Legal backdoors that only serve the good guys don’t exist. A serious cybersecurity incident in the United States, which involves Chinese hackers, is a terrible demonstration of this risk.
This is a topic that comes up from time to time in cybersecurity. To better combat Internet crime, police organizations and politicians sometimes call for “legal backdoors”. This request targets, for example, instant messaging services which use end-to-end encryption, in order to access discussions.
However, these backdoors, also called hidden doors, are very frowned upon. Cyber experts often repeat that weakening the security architecture of an application or system will not only benefit the “good guys”. It could also benefit the “bad guys”, if they end up discovering said opening.
A serious hack in the United States, and linked to China
What is a backdoor?
A backdoor is an alternative access to a system. It can be installed by a criminal, after a cyberattack. The tool can then be used to install other programs, steal information or spy, without victims knowing.
This reality just came to light at the beginning of October, in an affair that concerns the United States. In its October 5 edition, the Wall Street Journal revealed that American listening systems were hacked linked to China. A large number of American Internet Service Providers (ISPs) are affected.
« For months, hackers may have had access to network infrastructure used to cooperate with U.S. legal requests for communications dataaccording to the newspaper, which represents a major risk to national security “. The situation is described as “ potentially catastrophic ».
In this case, summarizes John Scott-Railton, senior cybersecurity researcher at the renowned Citizen Lab, hackers linked to China were able to carry out this operation by compromising the interception portals provided for by American legislation. These systems are used in court-authorized wiretap requests.
For John Scott-Railton, this is the most blatant demonstration of the concern posed by this type of interception in the name of security. “ Remember this the next time a government requires encryption backdoors “, he warns. Same story with Meredith Whittaker, the president of the foundation which takes care of the Signal application.
« Perfect illustration: it’s impossible to build a backdoor that only the good guys can use “, she declares. The opportunity for her to recall that work in this direction exists in Europe with controversial legislation nicknamed ChatControl, which consists of forcing messaging applications to scan private conversations.
« When the entire technical community says that the European Union’s ChatControl legislation and other similar measures pose serious threats to cybersecurity, this is not an exaggeration “, she added. The fact remains that this ChatControl, which was countered for a while, is still in the pipeline.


**What is needed**:
The result should hold only the lines from the one with "Parse this screenshot: output" through the final line of the data below, transcribed exactly, pictures left out.
--- START ---
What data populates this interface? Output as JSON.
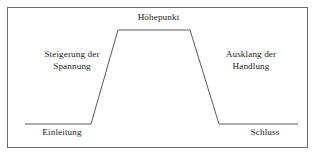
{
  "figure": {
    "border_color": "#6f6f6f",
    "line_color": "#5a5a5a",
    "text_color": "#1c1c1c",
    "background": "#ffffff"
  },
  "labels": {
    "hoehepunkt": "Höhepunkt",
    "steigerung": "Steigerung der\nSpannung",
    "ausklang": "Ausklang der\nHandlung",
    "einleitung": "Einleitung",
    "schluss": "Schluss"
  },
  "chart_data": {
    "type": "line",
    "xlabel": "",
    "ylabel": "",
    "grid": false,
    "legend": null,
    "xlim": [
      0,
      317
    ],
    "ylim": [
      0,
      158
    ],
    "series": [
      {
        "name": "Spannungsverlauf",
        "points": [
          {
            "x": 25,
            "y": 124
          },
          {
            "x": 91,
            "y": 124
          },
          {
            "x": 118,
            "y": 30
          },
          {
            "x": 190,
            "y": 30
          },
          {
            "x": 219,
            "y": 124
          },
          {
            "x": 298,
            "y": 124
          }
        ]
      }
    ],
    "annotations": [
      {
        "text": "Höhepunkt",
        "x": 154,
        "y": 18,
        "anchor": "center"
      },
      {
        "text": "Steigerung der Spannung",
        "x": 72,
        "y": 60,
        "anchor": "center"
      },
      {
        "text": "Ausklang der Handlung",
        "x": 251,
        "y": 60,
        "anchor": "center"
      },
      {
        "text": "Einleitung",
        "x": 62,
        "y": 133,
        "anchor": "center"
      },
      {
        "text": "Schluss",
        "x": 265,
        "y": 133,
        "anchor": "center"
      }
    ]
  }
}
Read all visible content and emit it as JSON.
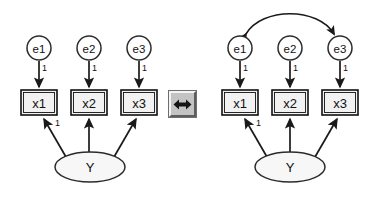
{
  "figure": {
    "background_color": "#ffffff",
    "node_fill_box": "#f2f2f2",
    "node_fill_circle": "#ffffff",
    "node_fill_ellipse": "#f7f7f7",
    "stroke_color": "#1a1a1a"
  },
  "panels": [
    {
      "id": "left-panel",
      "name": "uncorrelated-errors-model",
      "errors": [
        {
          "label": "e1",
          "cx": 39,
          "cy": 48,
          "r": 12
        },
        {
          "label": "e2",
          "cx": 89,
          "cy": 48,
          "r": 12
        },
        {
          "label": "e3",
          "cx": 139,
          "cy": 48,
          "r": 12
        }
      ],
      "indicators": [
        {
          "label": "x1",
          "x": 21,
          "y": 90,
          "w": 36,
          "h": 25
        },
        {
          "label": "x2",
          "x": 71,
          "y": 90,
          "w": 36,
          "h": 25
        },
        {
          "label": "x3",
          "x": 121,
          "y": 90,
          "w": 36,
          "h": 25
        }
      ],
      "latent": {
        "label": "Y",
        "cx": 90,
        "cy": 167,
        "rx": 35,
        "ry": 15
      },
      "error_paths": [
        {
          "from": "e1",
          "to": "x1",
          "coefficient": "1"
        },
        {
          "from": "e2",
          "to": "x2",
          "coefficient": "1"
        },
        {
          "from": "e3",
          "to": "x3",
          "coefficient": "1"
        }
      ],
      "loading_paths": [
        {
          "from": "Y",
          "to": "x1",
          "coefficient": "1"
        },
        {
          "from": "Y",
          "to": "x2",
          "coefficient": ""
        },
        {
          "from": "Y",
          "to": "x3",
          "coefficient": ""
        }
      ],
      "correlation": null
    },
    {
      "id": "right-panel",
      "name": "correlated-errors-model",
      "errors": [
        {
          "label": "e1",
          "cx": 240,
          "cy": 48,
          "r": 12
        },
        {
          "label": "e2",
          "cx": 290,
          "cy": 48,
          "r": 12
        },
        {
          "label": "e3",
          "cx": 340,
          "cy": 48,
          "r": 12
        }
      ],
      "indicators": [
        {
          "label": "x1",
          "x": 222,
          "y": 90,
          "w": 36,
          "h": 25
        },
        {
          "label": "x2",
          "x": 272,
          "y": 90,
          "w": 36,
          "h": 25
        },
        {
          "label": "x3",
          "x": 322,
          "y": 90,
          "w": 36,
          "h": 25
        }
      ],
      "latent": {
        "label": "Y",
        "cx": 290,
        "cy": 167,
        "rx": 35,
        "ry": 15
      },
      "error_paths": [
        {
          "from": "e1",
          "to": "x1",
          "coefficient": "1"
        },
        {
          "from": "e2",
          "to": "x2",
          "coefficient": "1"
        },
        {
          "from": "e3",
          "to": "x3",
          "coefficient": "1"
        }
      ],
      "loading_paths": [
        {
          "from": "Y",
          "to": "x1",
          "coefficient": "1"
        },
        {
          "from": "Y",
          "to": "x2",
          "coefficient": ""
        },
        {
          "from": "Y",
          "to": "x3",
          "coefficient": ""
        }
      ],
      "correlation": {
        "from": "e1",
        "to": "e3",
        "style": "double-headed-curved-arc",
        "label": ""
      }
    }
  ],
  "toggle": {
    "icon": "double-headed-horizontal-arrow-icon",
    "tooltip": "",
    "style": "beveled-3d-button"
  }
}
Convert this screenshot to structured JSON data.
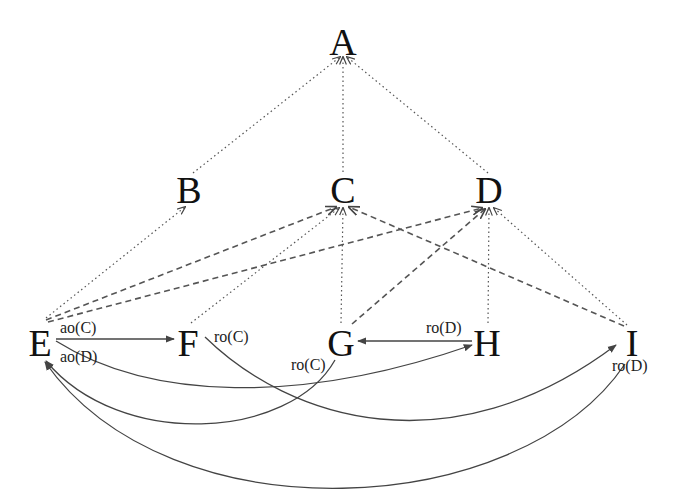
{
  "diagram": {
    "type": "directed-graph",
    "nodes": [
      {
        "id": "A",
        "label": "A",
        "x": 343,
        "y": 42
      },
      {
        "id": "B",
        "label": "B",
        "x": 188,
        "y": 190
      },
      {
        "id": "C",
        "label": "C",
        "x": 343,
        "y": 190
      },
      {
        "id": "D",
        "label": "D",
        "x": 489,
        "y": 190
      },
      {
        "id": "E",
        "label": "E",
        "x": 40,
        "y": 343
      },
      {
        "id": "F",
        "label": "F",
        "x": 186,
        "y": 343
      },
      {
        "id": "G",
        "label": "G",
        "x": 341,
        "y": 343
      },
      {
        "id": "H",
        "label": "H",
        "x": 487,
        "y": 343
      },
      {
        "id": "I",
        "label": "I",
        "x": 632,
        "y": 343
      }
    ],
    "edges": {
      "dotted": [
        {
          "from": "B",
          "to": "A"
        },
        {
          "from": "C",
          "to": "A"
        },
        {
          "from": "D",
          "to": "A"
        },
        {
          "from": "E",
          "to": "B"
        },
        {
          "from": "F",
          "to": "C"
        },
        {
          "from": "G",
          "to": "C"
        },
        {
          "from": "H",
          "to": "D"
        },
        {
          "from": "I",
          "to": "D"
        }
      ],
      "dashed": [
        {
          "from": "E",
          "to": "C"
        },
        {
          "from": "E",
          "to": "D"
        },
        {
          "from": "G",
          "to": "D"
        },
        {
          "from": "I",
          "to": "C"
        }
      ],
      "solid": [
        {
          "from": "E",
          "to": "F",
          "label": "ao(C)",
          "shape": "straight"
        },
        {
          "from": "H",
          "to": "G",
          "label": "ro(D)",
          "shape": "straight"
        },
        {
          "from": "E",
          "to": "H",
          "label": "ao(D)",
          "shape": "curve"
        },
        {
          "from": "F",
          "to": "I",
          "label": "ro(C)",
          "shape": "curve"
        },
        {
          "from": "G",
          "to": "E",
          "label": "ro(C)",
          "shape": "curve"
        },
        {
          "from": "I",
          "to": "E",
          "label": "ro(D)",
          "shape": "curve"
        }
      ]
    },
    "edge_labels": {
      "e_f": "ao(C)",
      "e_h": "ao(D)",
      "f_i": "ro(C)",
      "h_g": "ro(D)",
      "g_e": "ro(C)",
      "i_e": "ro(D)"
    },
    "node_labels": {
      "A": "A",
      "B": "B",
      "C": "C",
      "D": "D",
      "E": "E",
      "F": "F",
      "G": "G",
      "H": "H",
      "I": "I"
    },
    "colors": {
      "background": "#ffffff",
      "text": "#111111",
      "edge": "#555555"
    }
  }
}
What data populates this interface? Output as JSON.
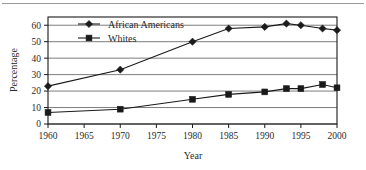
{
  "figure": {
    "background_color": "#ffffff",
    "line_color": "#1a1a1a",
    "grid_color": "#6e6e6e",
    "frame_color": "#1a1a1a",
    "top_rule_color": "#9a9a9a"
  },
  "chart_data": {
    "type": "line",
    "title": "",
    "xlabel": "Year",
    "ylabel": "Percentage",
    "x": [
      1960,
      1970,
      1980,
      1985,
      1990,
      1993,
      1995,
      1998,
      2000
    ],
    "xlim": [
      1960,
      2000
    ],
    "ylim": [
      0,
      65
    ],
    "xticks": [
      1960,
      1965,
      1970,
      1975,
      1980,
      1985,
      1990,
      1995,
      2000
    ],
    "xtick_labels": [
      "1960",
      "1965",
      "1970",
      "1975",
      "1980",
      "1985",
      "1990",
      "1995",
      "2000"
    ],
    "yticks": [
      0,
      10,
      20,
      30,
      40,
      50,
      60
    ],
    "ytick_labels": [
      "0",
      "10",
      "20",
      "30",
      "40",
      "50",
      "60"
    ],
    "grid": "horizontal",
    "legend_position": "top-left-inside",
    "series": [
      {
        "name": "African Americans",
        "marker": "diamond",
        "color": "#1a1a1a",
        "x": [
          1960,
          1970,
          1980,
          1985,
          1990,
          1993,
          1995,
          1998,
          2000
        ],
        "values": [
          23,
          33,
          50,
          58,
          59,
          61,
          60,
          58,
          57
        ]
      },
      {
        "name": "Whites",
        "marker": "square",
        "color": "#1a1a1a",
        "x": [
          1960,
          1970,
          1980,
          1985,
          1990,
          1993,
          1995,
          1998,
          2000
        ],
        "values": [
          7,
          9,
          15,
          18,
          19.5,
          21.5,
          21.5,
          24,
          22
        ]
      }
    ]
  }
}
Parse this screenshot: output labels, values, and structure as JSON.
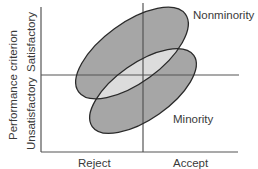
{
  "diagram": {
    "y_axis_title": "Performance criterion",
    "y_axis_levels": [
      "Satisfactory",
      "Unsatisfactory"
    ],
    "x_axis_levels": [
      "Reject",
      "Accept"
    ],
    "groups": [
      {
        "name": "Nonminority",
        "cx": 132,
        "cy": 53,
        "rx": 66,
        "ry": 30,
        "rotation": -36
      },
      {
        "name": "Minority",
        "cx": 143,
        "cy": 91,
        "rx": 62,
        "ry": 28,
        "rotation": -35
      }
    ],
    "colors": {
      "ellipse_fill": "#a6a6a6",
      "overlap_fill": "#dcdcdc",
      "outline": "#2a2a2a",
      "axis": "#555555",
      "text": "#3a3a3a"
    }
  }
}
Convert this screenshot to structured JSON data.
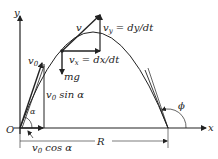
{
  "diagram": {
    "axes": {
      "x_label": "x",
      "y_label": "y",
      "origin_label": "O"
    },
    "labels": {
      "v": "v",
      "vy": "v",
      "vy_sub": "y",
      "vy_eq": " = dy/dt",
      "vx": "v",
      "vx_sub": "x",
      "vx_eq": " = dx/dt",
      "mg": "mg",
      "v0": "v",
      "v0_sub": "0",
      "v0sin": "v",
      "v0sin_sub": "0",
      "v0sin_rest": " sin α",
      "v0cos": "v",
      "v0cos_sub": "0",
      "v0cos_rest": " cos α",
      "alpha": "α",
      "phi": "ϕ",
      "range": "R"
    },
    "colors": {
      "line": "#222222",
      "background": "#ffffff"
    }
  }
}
--- END ---
**Exercise output**:
Parse this screenshot: output labels, values, and structure as JSON.
{
  "diagram": {
    "y_axis_title": "Performance criterion",
    "y_axis_levels": [
      "Satisfactory",
      "Unsatisfactory"
    ],
    "x_axis_levels": [
      "Reject",
      "Accept"
    ],
    "groups": [
      {
        "name": "Nonminority",
        "cx": 132,
        "cy": 53,
        "rx": 66,
        "ry": 30,
        "rotation": -36
      },
      {
        "name": "Minority",
        "cx": 143,
        "cy": 91,
        "rx": 62,
        "ry": 28,
        "rotation": -35
      }
    ],
    "colors": {
      "ellipse_fill": "#a6a6a6",
      "overlap_fill": "#dcdcdc",
      "outline": "#2a2a2a",
      "axis": "#555555",
      "text": "#3a3a3a"
    }
  }
}
Convert this screenshot to structured JSON data.
{
  "diagram": {
    "axes": {
      "x_label": "x",
      "y_label": "y",
      "origin_label": "O"
    },
    "labels": {
      "v": "v",
      "vy": "v",
      "vy_sub": "y",
      "vy_eq": " = dy/dt",
      "vx": "v",
      "vx_sub": "x",
      "vx_eq": " = dx/dt",
      "mg": "mg",
      "v0": "v",
      "v0_sub": "0",
      "v0sin": "v",
      "v0sin_sub": "0",
      "v0sin_rest": " sin α",
      "v0cos": "v",
      "v0cos_sub": "0",
      "v0cos_rest": " cos α",
      "alpha": "α",
      "phi": "ϕ",
      "range": "R"
    },
    "colors": {
      "line": "#222222",
      "background": "#ffffff"
    }
  }
}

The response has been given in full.